[llvm-dev] Need help with code generation

Mehdi Amini via llvm-dev llvm-dev at lists.llvm.org
Mon Mar 21 17:40:30 PDT 2016


> On Mar 21, 2016, at 5:27 PM, Rafael EspĂ­ndola via llvm-dev <llvm-dev at lists.llvm.org> wrote:
> 
> .
> >
> >
> > That boundary is usually user input. We assume that the program's memory hasn't been compromised, but anything the user puts in should be treated with suspicion. Would you use a browser that didn't check for buffer overruns?
> >
> > Part of the problem is that we assume the linker is being used in a context where the input can be trusted. A lot of the time that's true, but assuming it limits the contexts in which LLD could be used. For example, you couldn't use LLD as the linker in a build-farm if it crashed on malformed input - what's to stop someone uploading a malformed ELF file and tricking the linker into sniffing other projects being built on the same server? 
> >
> 
> You cannot possibly use llvm or lld in an adversarial situation. Cherry picking a few bugs to fix will not change that.
> 
> So my position is not that I don't want to trade run time performance for safety. My points are
> 
> * I don't want to trade my time implementing stuff users will see (linker script, debug index, speed) for things users will not.
> 

Don't you think that you are somehow trading your time for other people's time when they'll have to build other features on top of the codebase?
I understand you're putting the cursor toward end-users facing interface, but the reason I'm working on clang/LLVM in the first place is especially that care is given to what other developers will have to cope with in the project (while being somehow pragmatic as well to make forward progress "quickly").

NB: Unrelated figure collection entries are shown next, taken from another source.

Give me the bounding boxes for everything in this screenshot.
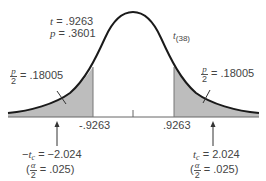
right-critical-value: = 2.024 xyxy=(203,148,240,160)
left-p-over-2: p 2 xyxy=(10,67,17,86)
alpha-value: = .025) xyxy=(40,163,75,175)
p-symbol: p xyxy=(50,27,56,39)
left-critical-value: = −2.024 xyxy=(38,148,81,160)
axis-label-pos-t: .9263 xyxy=(163,120,191,131)
left-tail-value: = .18005 xyxy=(20,69,63,81)
right-tail-value: = .18005 xyxy=(211,67,254,79)
p-value: = .3601 xyxy=(59,27,96,39)
frac-den: 2 xyxy=(10,77,17,86)
distribution-label: t(38) xyxy=(173,30,190,44)
alpha-den: 2 xyxy=(194,171,201,180)
dist-df: (38) xyxy=(176,34,190,43)
t-statistic-label: t = .9263 xyxy=(50,16,93,27)
p-value-label: p = .3601 xyxy=(50,28,96,39)
right-p-over-2: p 2 xyxy=(201,65,208,84)
frac-den: 2 xyxy=(201,75,208,84)
t-value: = .9263 xyxy=(56,15,93,27)
right-critical-arrow xyxy=(211,121,216,146)
density-curve xyxy=(8,12,259,113)
left-alpha-label: (α2 = .025) xyxy=(26,161,74,180)
left-critical-arrow xyxy=(55,121,60,146)
alpha-over-2: α2 xyxy=(30,161,37,180)
left-tail-area-label: p 2 = .18005 xyxy=(10,67,63,86)
right-tail-area-label: p 2 = .18005 xyxy=(201,65,254,84)
alpha-den: 2 xyxy=(30,171,37,180)
alpha-value: = .025) xyxy=(204,163,239,175)
t-symbol: t xyxy=(50,15,53,27)
alpha-over-2: α2 xyxy=(194,161,201,180)
right-alpha-label: (α2 = .025) xyxy=(190,161,238,180)
axis-label-neg-t: -.9263 xyxy=(79,120,110,131)
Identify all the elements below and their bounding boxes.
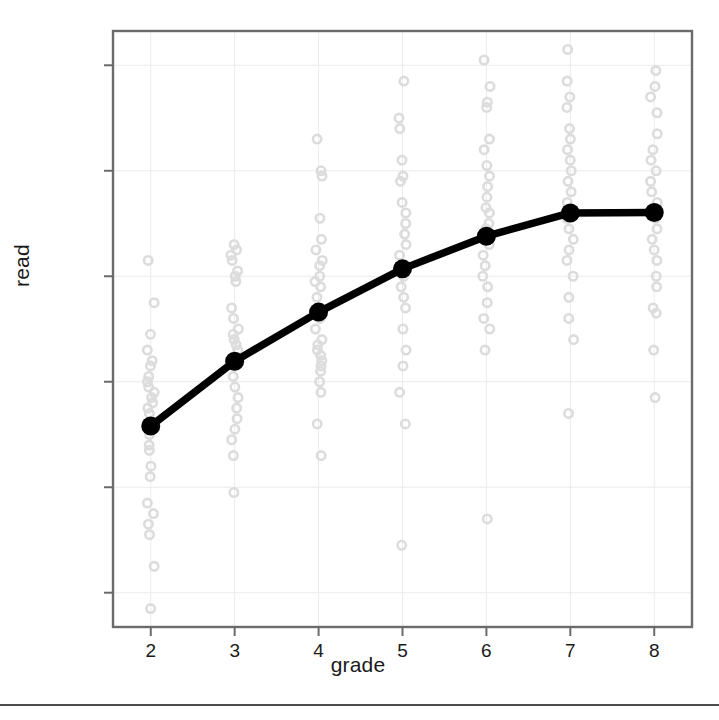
- chart-figure: 240220200180160140 2345678 read grade: [0, 0, 719, 720]
- x-tick-label: 7: [565, 640, 576, 662]
- x-tick-label: 6: [481, 640, 492, 662]
- x-tick-label: 2: [145, 640, 156, 662]
- x-tick-label: 4: [313, 640, 324, 662]
- x-axis-title: grade: [331, 653, 386, 677]
- y-axis-title: read: [10, 244, 34, 287]
- x-tick-label: 8: [649, 640, 660, 662]
- x-tick-label: 3: [229, 640, 240, 662]
- x-tick-label: 5: [397, 640, 408, 662]
- x-axis-tick-labels: 2345678: [0, 0, 719, 720]
- figure-bottom-rule: [0, 704, 719, 706]
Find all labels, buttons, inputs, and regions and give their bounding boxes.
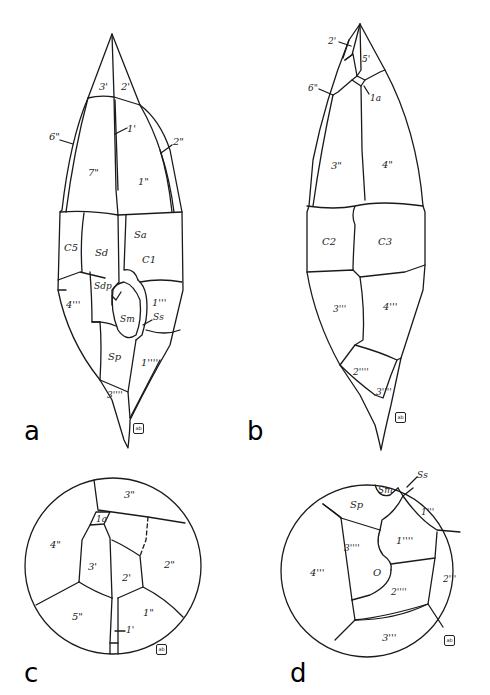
plate-label-4-triple-prime: 4''' <box>310 568 325 578</box>
plate-label-2-double-prime: 2" <box>173 137 184 147</box>
author-signature: ab <box>395 412 406 423</box>
plate-label-2-triple-prime: 2''' <box>443 575 456 584</box>
plate-label-1-prime: 1' <box>127 124 136 134</box>
plate-label-Sp: Sp <box>350 500 363 510</box>
plate-label-3-prime: 3' <box>99 82 108 92</box>
author-signature: ab <box>156 644 167 655</box>
plate-label-1-double-prime: 1" <box>143 608 154 618</box>
plate-label-2-double-prime: 2" <box>164 560 175 570</box>
plate-label-6-double-prime: 6" <box>49 132 60 142</box>
plate-label-C3: C3 <box>378 237 392 247</box>
plate-label-3-triple-prime: 3''' <box>333 305 346 314</box>
plate-label-Sp: Sp <box>108 352 121 362</box>
plate-label-Ss: Ss <box>153 313 164 322</box>
plate-label-5-double-prime: 5" <box>72 612 83 622</box>
plate-label-4-double-prime: 4" <box>50 540 61 550</box>
plate-label-Ss: Ss <box>417 471 428 480</box>
panel-letter-b: b <box>247 418 264 444</box>
plate-label-3-double-prime: 3" <box>331 161 342 171</box>
plate-label-2-prime: 2' <box>122 573 131 583</box>
plate-label-3-double-prime: 3" <box>124 490 135 500</box>
plate-label-Sm: Sm <box>378 486 393 495</box>
plate-label-2-quadruple-prime: 2'''' <box>391 588 407 597</box>
plate-label-3-triple-prime: 3''' <box>382 633 397 643</box>
plate-label-Sd: Sd <box>95 248 108 258</box>
plate-label-1-triple-prime: 1''' <box>152 298 167 308</box>
plate-label-Sa: Sa <box>134 230 147 240</box>
plate-label-1a: 1a <box>370 94 381 103</box>
plate-label-5-prime: 5' <box>362 55 370 64</box>
plate-label-2-quadruple-prime: 2'''' <box>353 368 369 377</box>
plate-label-1a: 1a <box>96 515 107 524</box>
plate-label-C2: C2 <box>322 237 336 247</box>
panel-letter-c: c <box>24 660 38 686</box>
plate-label-4-triple-prime: 4''' <box>66 300 81 310</box>
plate-label-4-double-prime: 4" <box>382 160 393 170</box>
plate-label-C1: C1 <box>142 255 156 265</box>
panel-b: 2' 5' 6" 1a 3" 4" C2 C3 3''' 4''' 2'''' … <box>245 0 490 460</box>
panel-letter-d: d <box>290 660 307 686</box>
plate-label-Sm: Sm <box>120 315 135 324</box>
plate-label-6-double-prime: 6" <box>308 84 318 93</box>
panel-a: 3' 2' 1' 6" 7" 1" 2" C5 Sd Sa C1 4''' Sd… <box>0 0 245 460</box>
plate-label-1-prime: 1' <box>126 626 134 635</box>
panel-c: 3" 1a 4" 3' 2' 2" 5" 1" 1' ab c <box>0 460 245 695</box>
plate-label-1-quadruple-prime: 1'''' <box>141 358 158 368</box>
plate-label-1-triple-prime: 1''' <box>421 508 434 517</box>
plate-label-1-quadruple-prime: 1'''' <box>396 536 413 546</box>
plate-label-1-double-prime: 1" <box>138 177 149 187</box>
author-signature: ab <box>444 635 455 646</box>
plate-label-O: O <box>373 568 381 578</box>
plate-label-3-quadruple-prime: 3'''' <box>344 544 360 553</box>
plate-label-4-triple-prime: 4''' <box>383 302 398 312</box>
plate-label-Sdp: Sdp <box>94 282 112 291</box>
plate-label-2-prime: 2' <box>121 82 130 92</box>
plate-label-3-prime: 3' <box>88 562 97 572</box>
plate-label-C5: C5 <box>64 243 78 253</box>
panel-b-drawing <box>245 0 490 460</box>
panel-letter-a: a <box>24 418 40 444</box>
plate-label-7-double-prime: 7" <box>88 168 99 178</box>
author-signature: ab <box>133 423 144 434</box>
plate-label-3-quadruple-prime: 3'''' <box>107 391 123 400</box>
plate-label-3-quadruple-prime: 3'''' <box>376 388 392 397</box>
panel-d: Sm Ss Sp 1''' 1'''' 3'''' 4''' O 2'''' 2… <box>245 460 490 695</box>
plate-label-2-prime: 2' <box>328 37 336 46</box>
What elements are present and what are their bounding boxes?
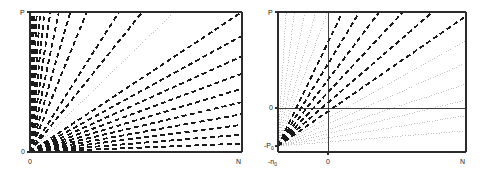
right-x-origin-label: 0 [326,158,330,165]
right-panel-plot [0,0,492,180]
right-x-end-label: N [460,158,465,165]
right-y-tick-zero: 0 [269,104,273,111]
right-y-bottom-label: -P0 [264,142,274,149]
right-y-axis-label: P [268,9,273,16]
figure-canvas: P 0 0 N P 0 -P0 -n0 0 N [0,0,492,180]
right-panel: P 0 -P0 -n0 0 N [0,0,492,180]
right-x-left-label: -n0 [268,158,277,165]
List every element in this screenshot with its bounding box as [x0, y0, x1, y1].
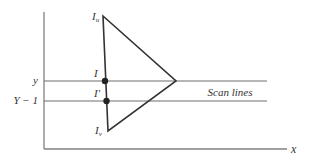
- scan-lines-caption: Scan lines: [208, 86, 253, 98]
- scan-line-y-minus-1-label: Y − 1: [13, 94, 38, 106]
- intersection-point-upper: [102, 78, 108, 84]
- x-axis-label: x: [290, 142, 297, 156]
- intersection-point-lower: [103, 98, 109, 104]
- vertex-top-label: Iu: [91, 10, 100, 24]
- scanline-interpolation-diagram: x y Y − 1 Scan lines Iu Iv I I′: [0, 0, 311, 162]
- intersection-lower-label: I′: [93, 87, 101, 99]
- vertex-bottom-label: Iv: [94, 124, 103, 138]
- triangle: [103, 16, 176, 131]
- scan-line-y-label: y: [32, 74, 38, 86]
- intersection-upper-label: I: [93, 67, 99, 79]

> * I don't want to pretend that cherry picking a few bound checks will make lld safe on untrusted input.
> 

My impression is that there is a kind of "philosophical" view at stand: are we treating such crash as bugs and prioritize fixing them accordingly or not. I believe we had the same kind of philosophical disagreement with the development practices (no global state, etc.) a few months ago: while acknowledging that "perfect is the enemy of good", some long-term core principles can be set, and the development can tend toward these design goals, while still having some tradeoff for "getting things done" in a reasonable time.